#### [Instructions for the task]
Could you set down every entry exactly as it stands, without the images?

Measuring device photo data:

......

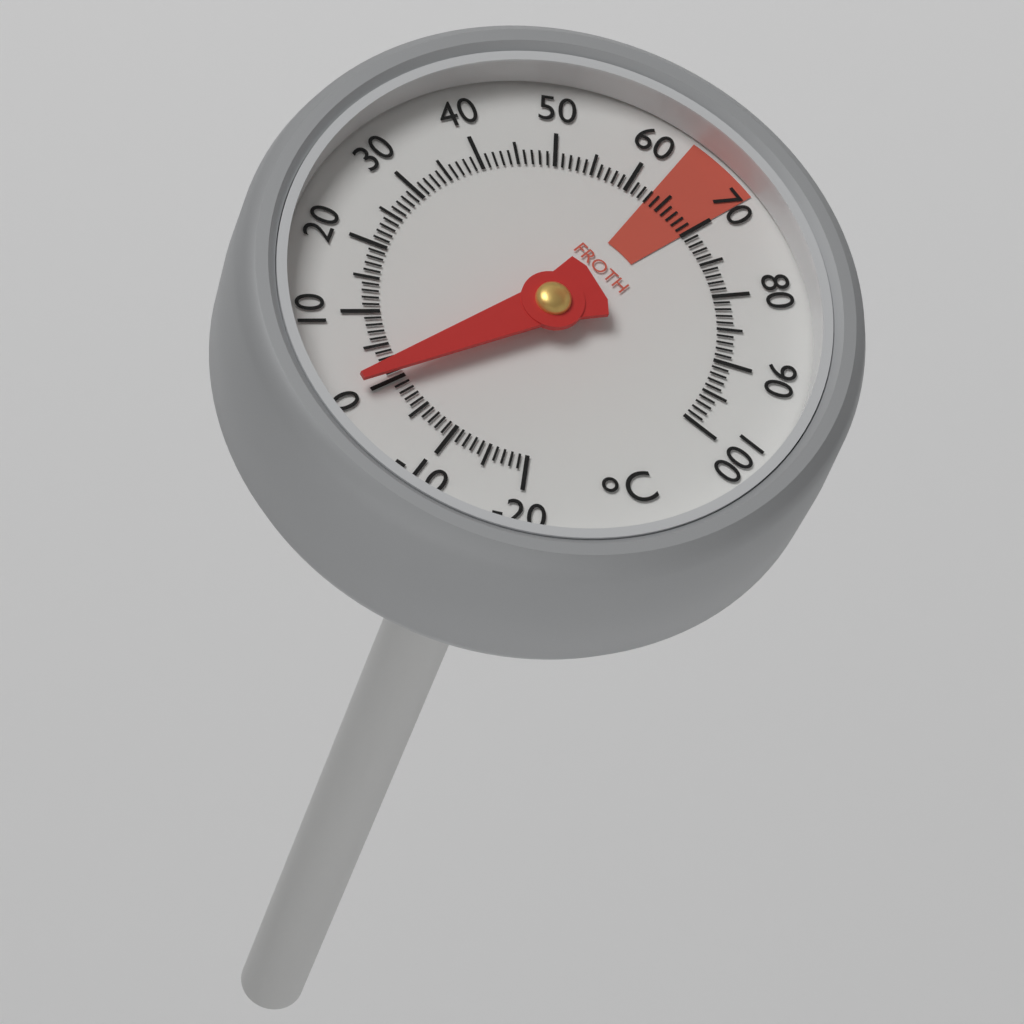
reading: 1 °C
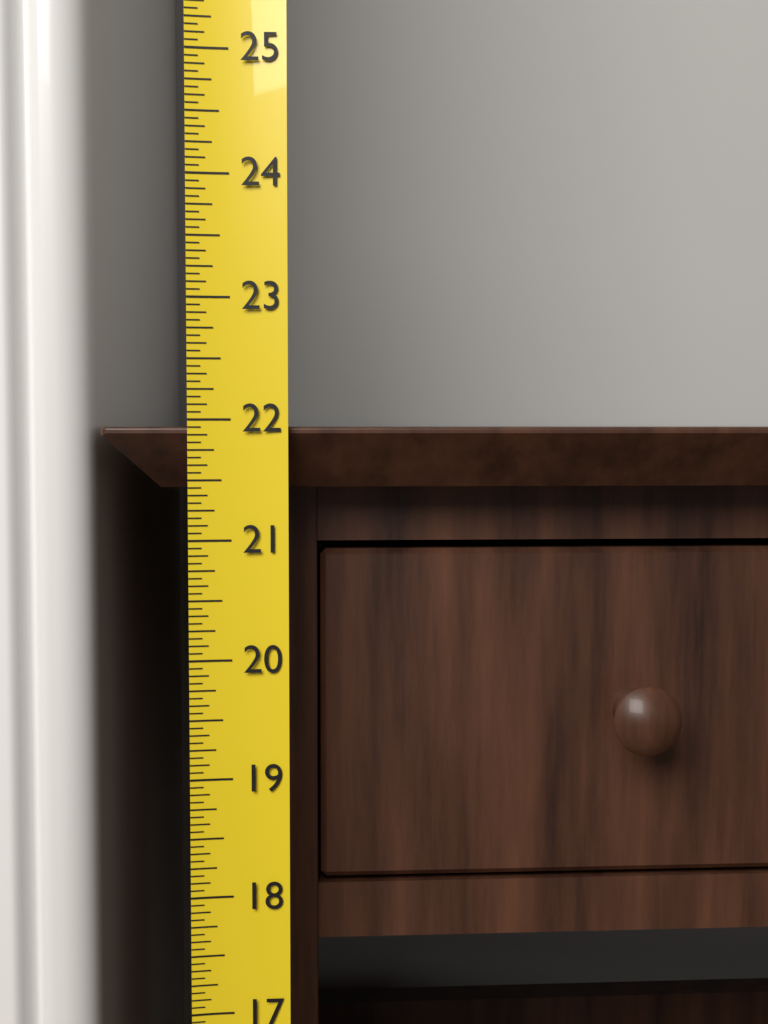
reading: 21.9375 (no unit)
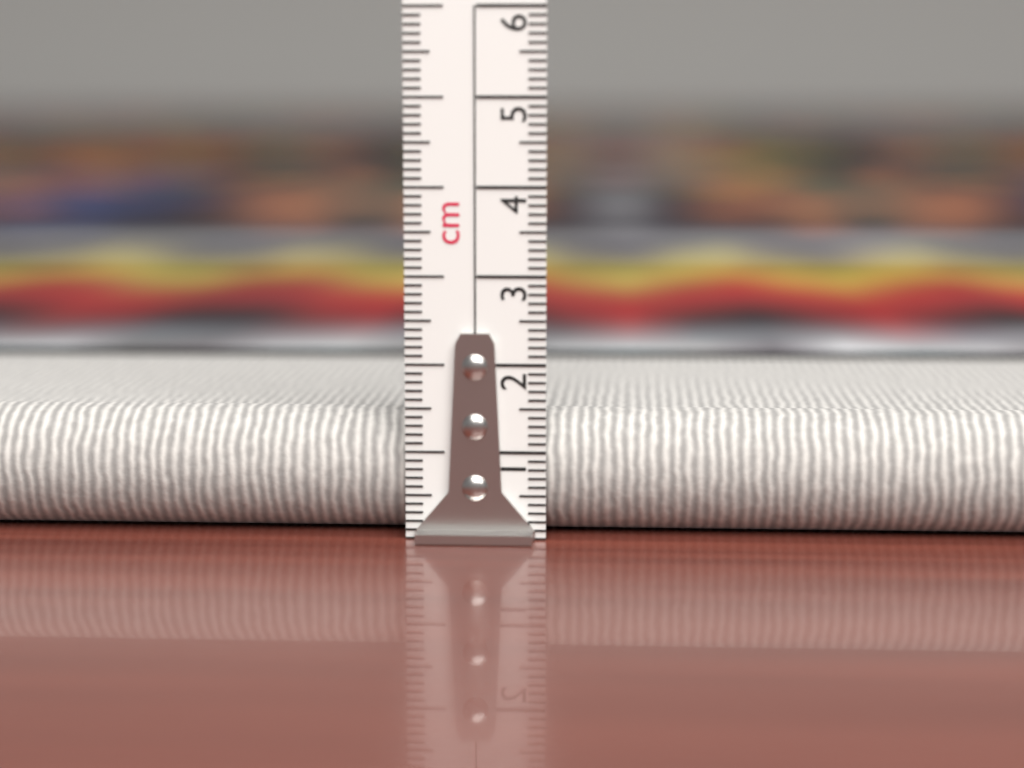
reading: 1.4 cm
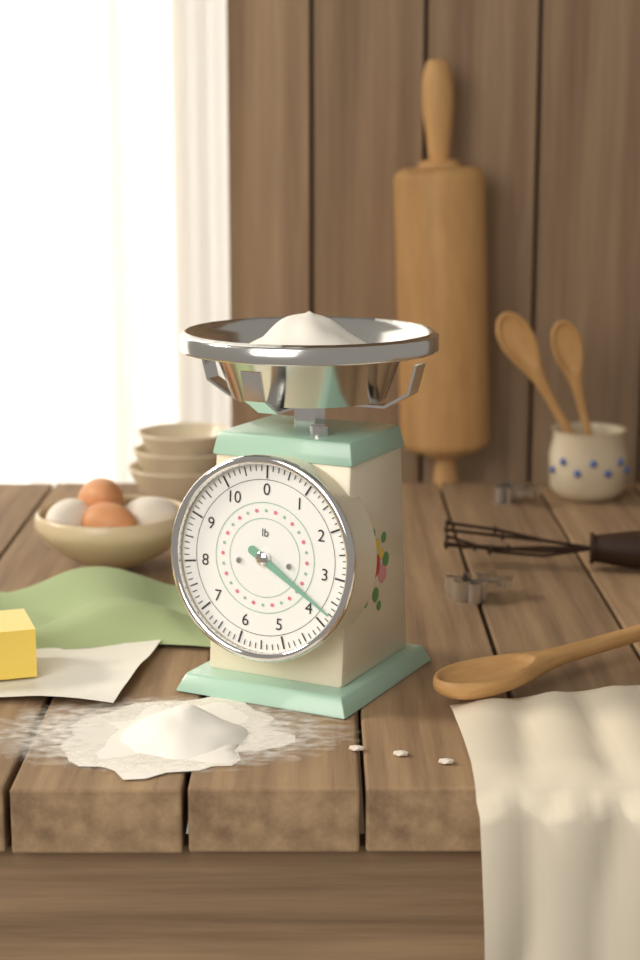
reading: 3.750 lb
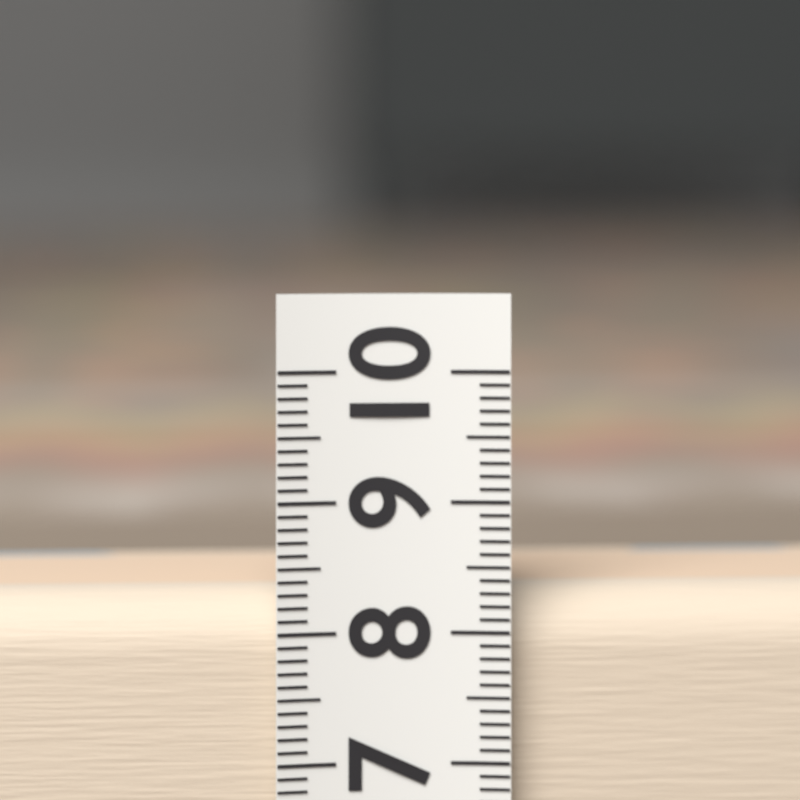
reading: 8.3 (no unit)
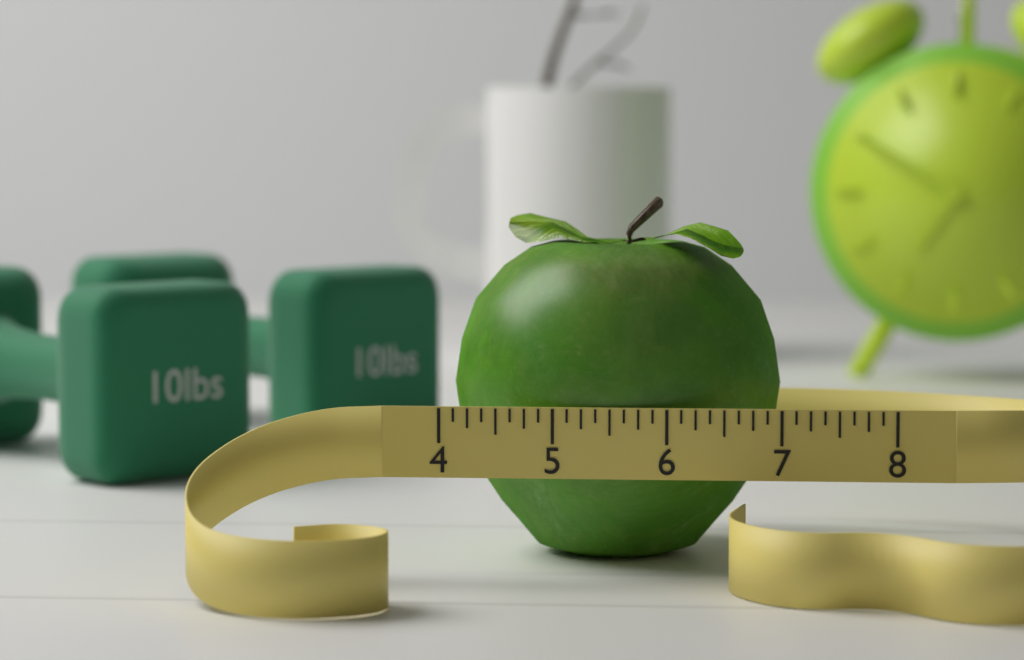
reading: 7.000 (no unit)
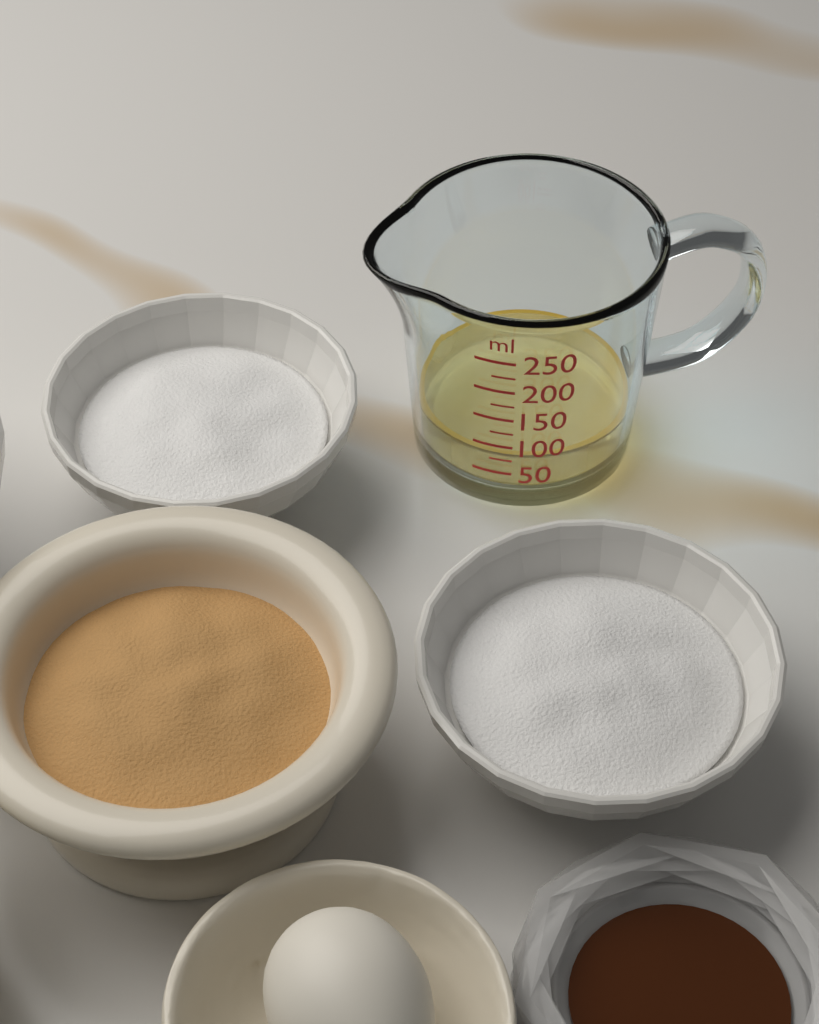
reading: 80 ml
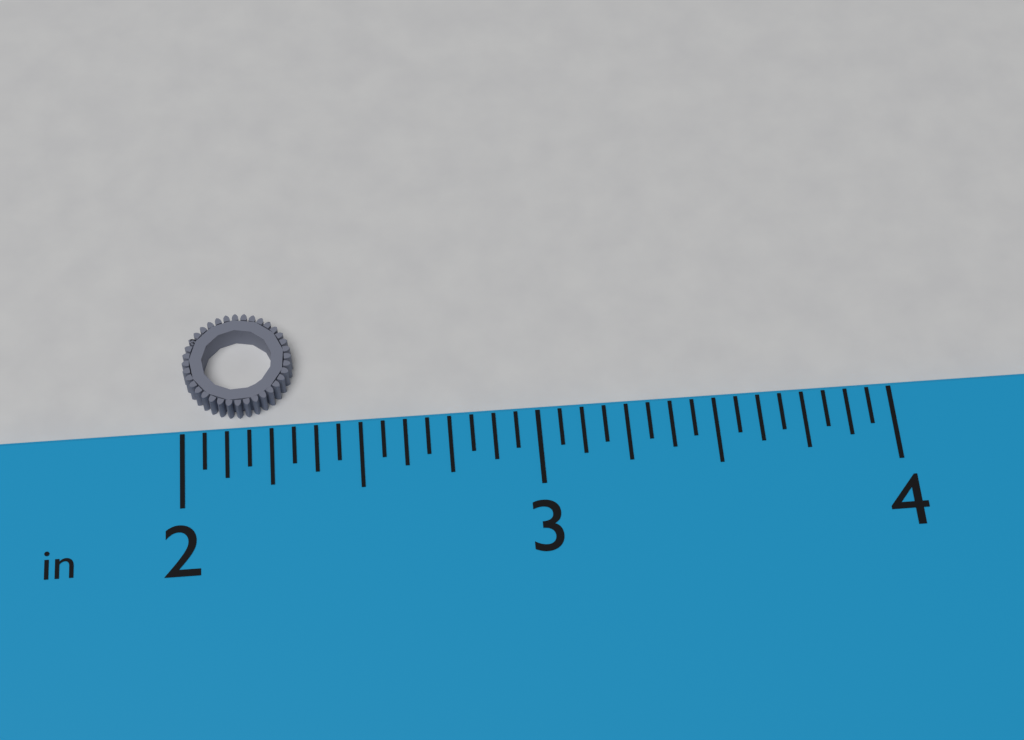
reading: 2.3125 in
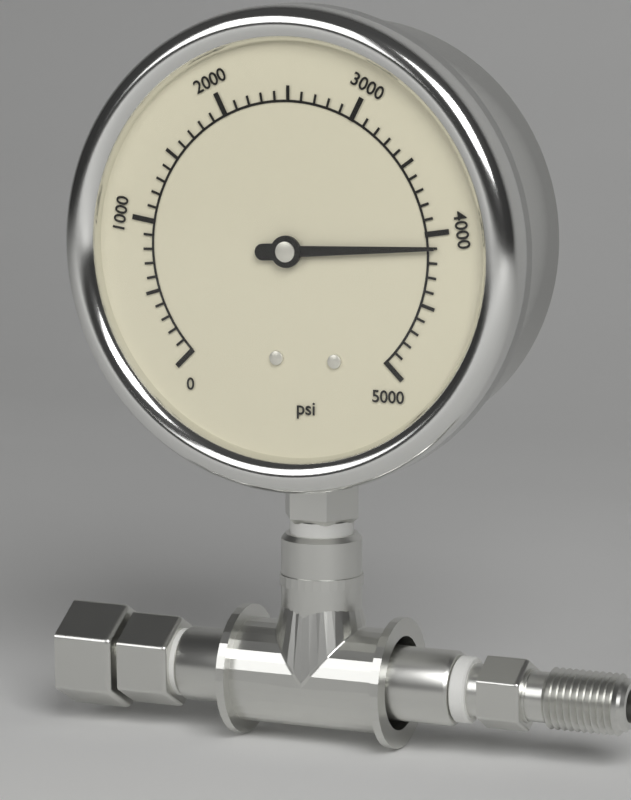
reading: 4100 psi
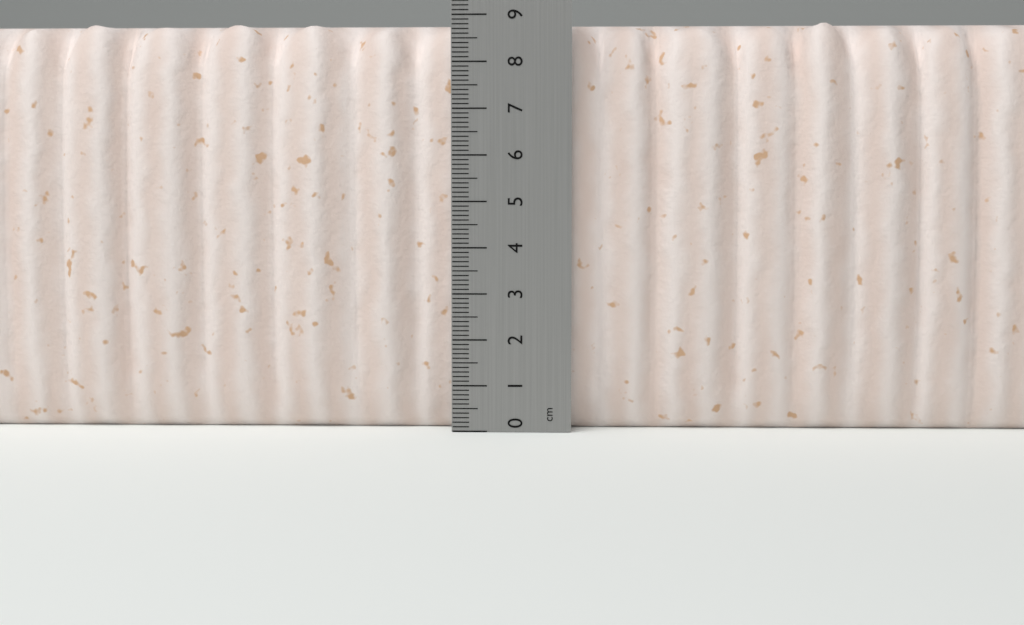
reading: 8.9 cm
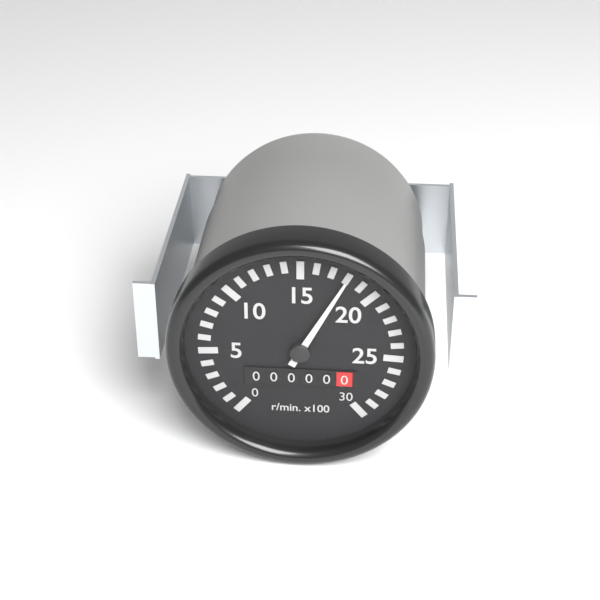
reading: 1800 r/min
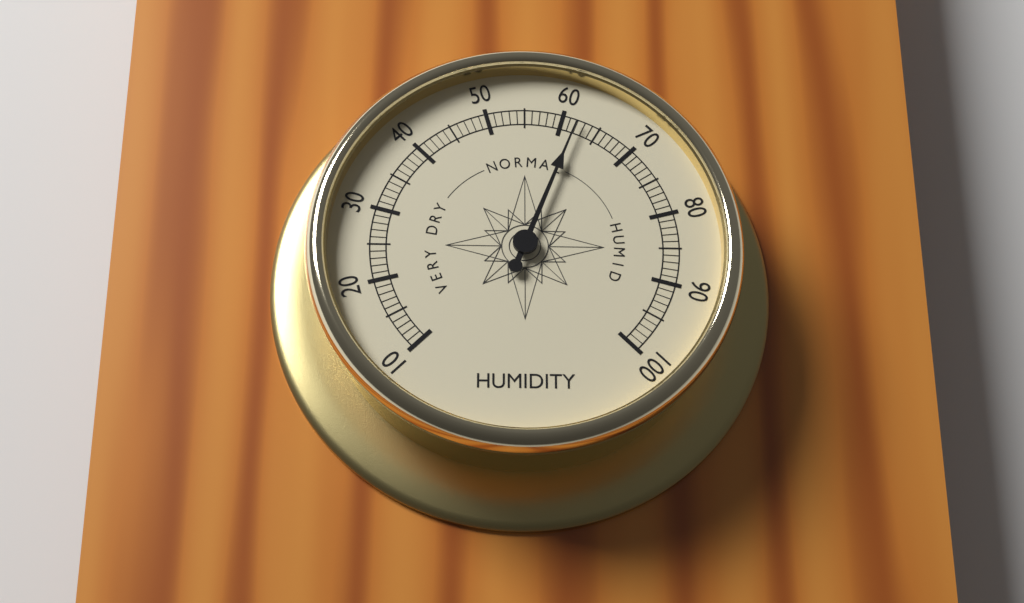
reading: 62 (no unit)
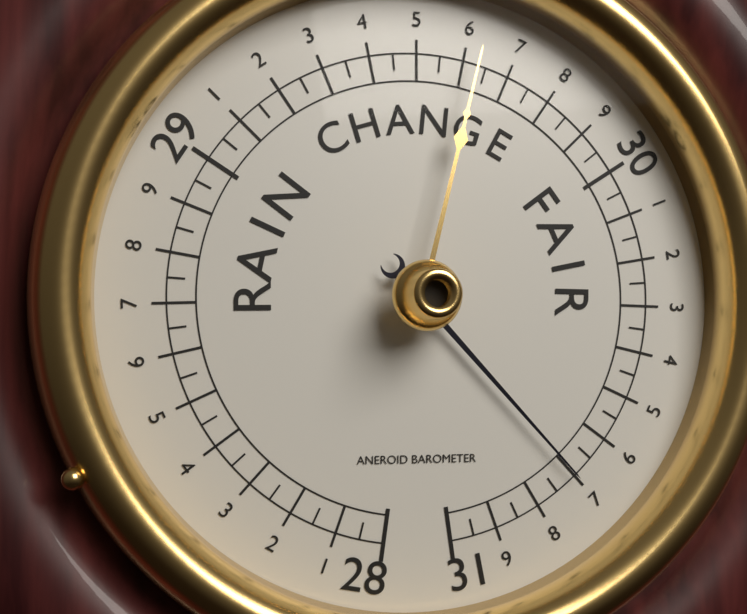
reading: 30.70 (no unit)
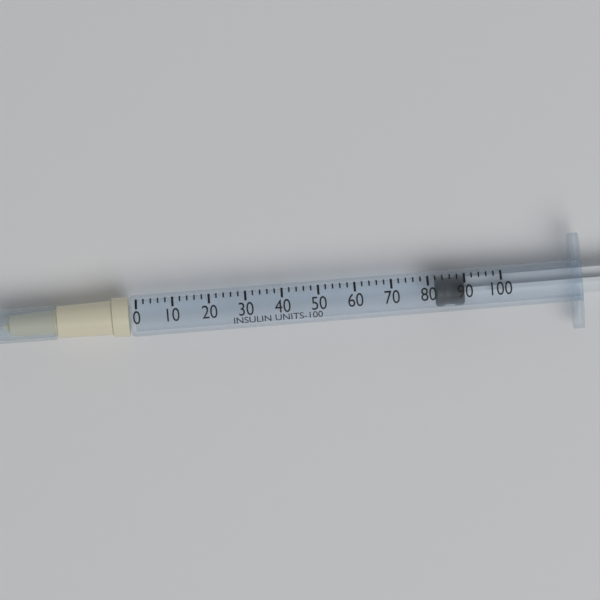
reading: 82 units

......

#### [Response]
reading: 1 °C
reading: 21.9375 (no unit)
reading: 1.4 cm
reading: 3.750 lb
reading: 8.3 (no unit)
reading: 7.000 (no unit)
reading: 80 ml
reading: 2.3125 in
reading: 4100 psi
reading: 8.9 cm
reading: 1800 r/min
reading: 62 (no unit)
reading: 30.70 (no unit)
reading: 82 units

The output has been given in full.